When I was writing A Sound Among the Trees, the idea that Home is more than just a house, was a theme that moved me, so much so, that I strove to instill in the house that appears in the book layers of human emotion. When I imagined this house experiencing, if you will, the Christmases of the Civil War, I found myself contemplating how much we attach heavenly attributes to our earthly houses. We don’t say “House, Sweet House” for a reason. It’s Home that we are drawn to.

The Israelites sojourning in the desert were homeless for four decades and yet God did something remarkable in those years of wandering. When God gave the Israelites instructions to build the Tabernacle in the wilderness, He was essentially making His home with His people, right there in the middle of their homelessness. ‘Tabernacle’ is a word we don’t use much these days, but it means to dwell, reside. To be at home. This was an amazing concept to the Israelites. And it still is. It’s no accident that Jesus is called Emmanuel, which means “God with us.” At home with us.

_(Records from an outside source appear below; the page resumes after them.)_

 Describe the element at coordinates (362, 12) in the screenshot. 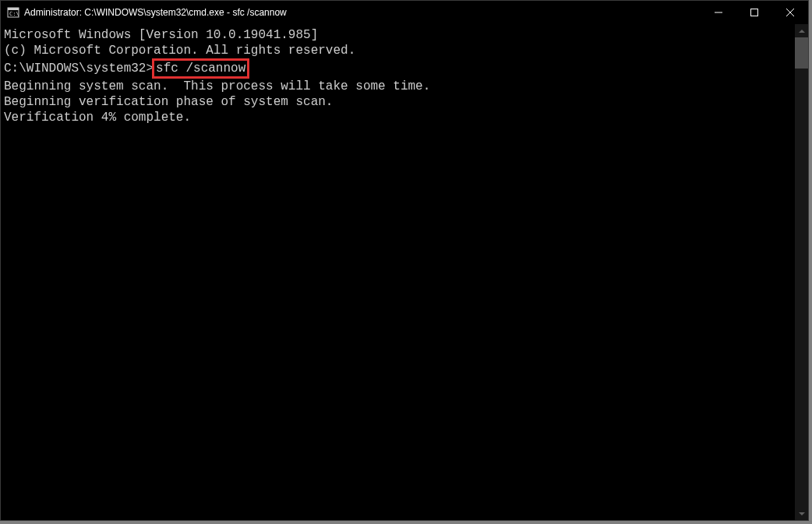

I see `window-title: Administrator: C:\WINDOWS\system32\cmd.e…` at that location.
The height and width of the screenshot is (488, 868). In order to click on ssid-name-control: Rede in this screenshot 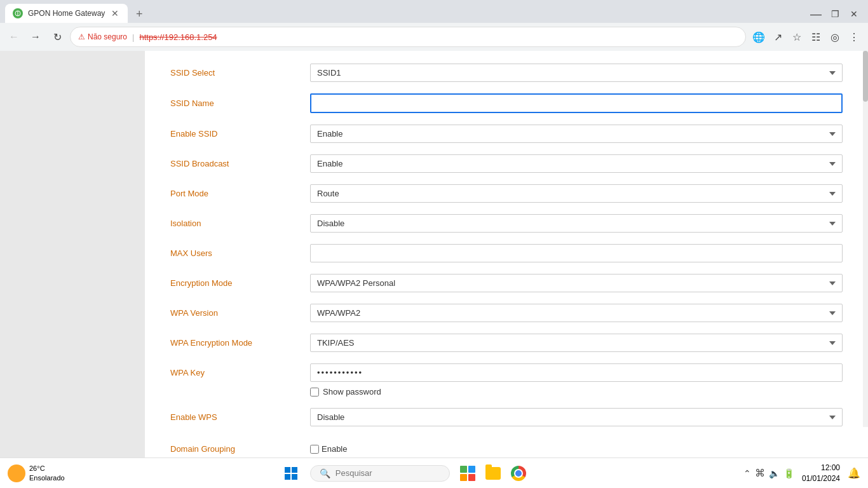, I will do `click(576, 103)`.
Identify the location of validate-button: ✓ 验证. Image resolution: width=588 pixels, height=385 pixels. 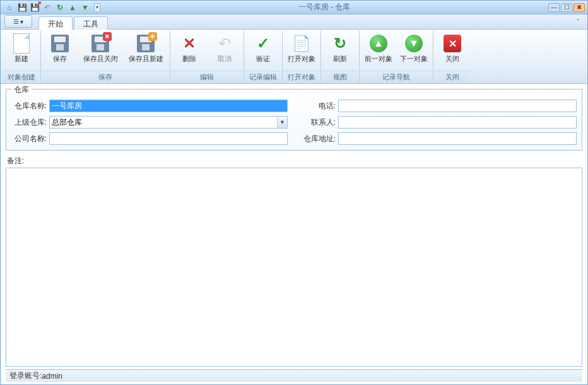
(263, 47).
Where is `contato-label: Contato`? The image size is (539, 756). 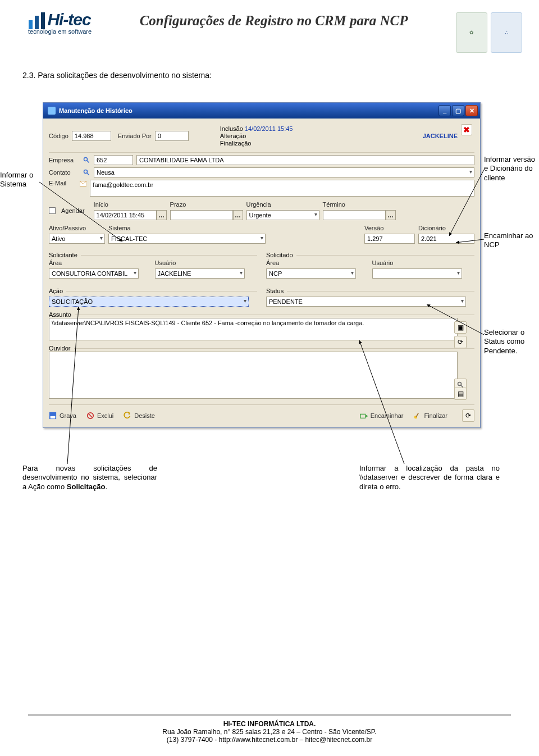
contato-label: Contato is located at coordinates (64, 172).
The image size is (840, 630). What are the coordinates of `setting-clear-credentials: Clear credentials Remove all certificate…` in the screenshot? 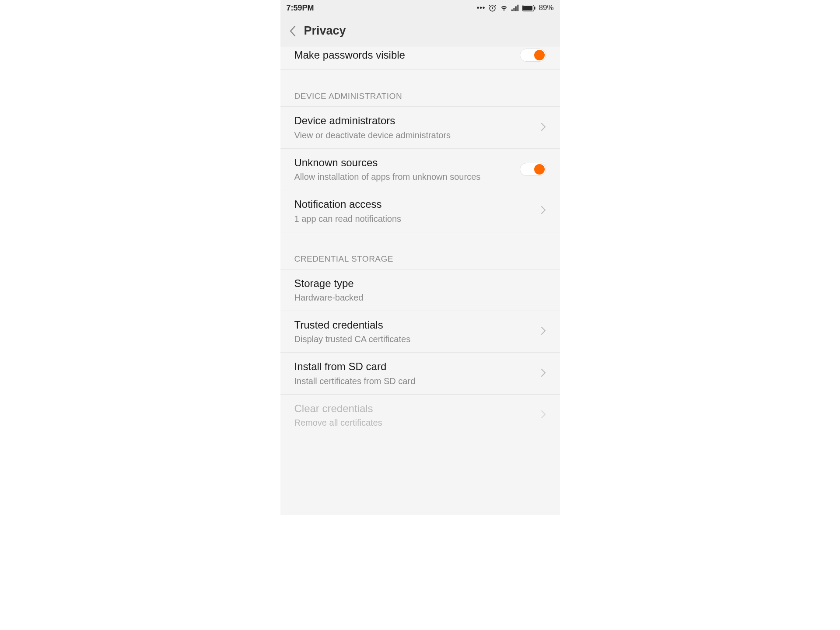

John 1:14 aptly and beautifully reminds us of this: “The Word became flesh and dwelled among us.”

Perhaps it could be said the pull toward home that we sense at the holidays isn’t so much reminiscent of the Bethlehem night Jesus was born, but rather a much older notion; that of being wrapped in the wonder of God’s dwelling place, as if our hearts know the very idea of Home begins in heaven, the place Christ left when he came to earth as an infant Savior.

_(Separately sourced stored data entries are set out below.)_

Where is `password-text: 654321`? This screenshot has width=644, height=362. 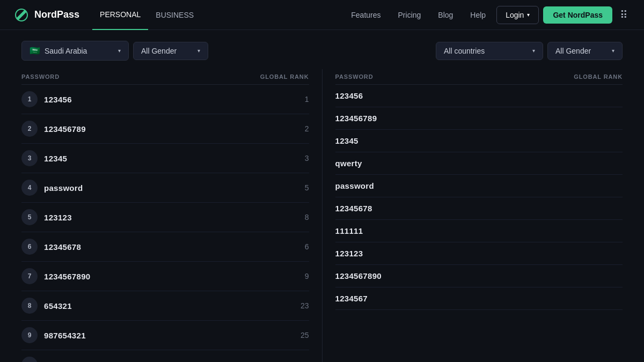
password-text: 654321 is located at coordinates (165, 306).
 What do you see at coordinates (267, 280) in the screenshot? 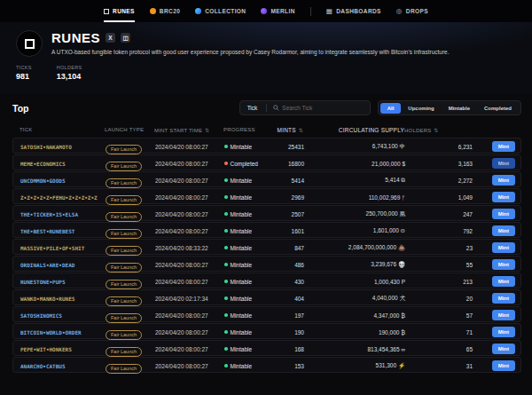
I see `table-row: RUNESTONE•PUPS Fair Launch 2024/04/20 08…` at bounding box center [267, 280].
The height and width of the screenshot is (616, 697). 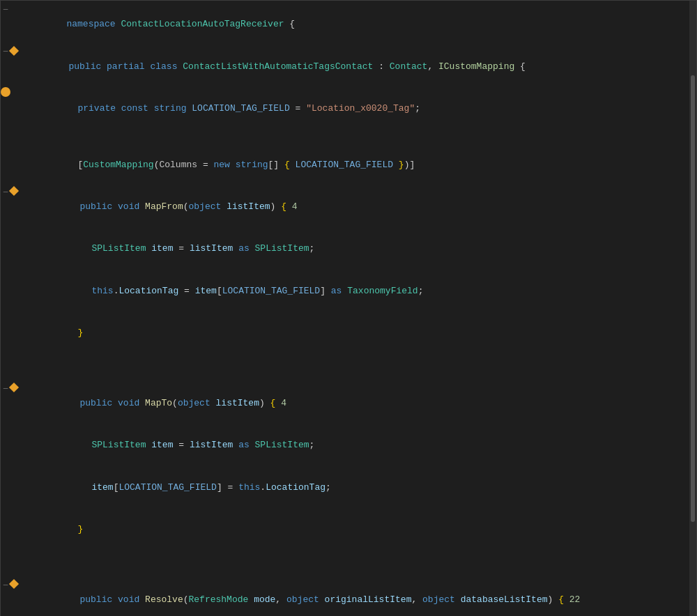 What do you see at coordinates (11, 192) in the screenshot?
I see `gutter-6: ―` at bounding box center [11, 192].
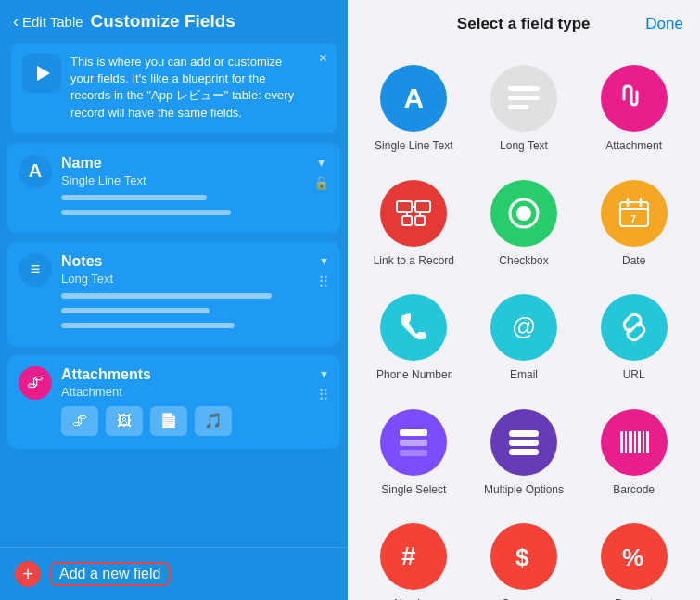  I want to click on url-icon, so click(634, 327).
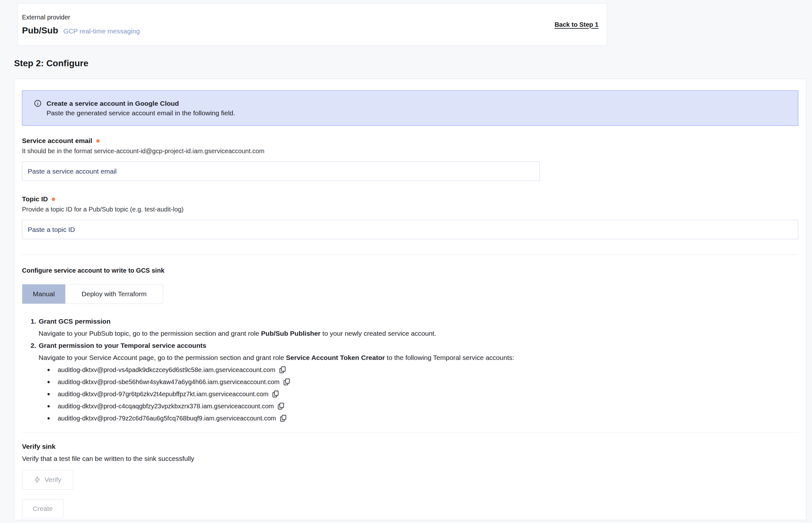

As I write this, my Air Force chaplain husband is far away from me, deployed to the Middle East. He won’t be at our house for Christmas. But that doesn’t mean he won’t be home for Christmas. It comforts me to know whether we are together or apart, in a desert place or relaxing in bright gaity, we are both sheltered within the safe walls of God our dwelling place.

It’s true that there’s no place like home for the holidays. And equally true that there’s no home where God has not placed Himself this Christmas.

That’s the heart of the holidays. God came to us. God dwells with us.

He is our home.

“Whoever dwells in the shelter of the Most High will rest in the shadow of the Almighty.” Psalm 91:1

For a chance to be one of three a winners who will receive a copy of  A Sound Among the Trees by Susan Meissner, please leave a comment below. This contest ends Monday, December 12th.

 

Award-winning writer Susan Meissner is a multi-published author, speaker and workshop leader with a background in community journalism. Her novels include The Shape of Mercy, named by Publishers Weekly as one of the Best Books of 2008. She is a pastor’s wife and a mother of four. When she’s not writing, Susan directs the Small Groups and Connection Ministries program at her San Diego church.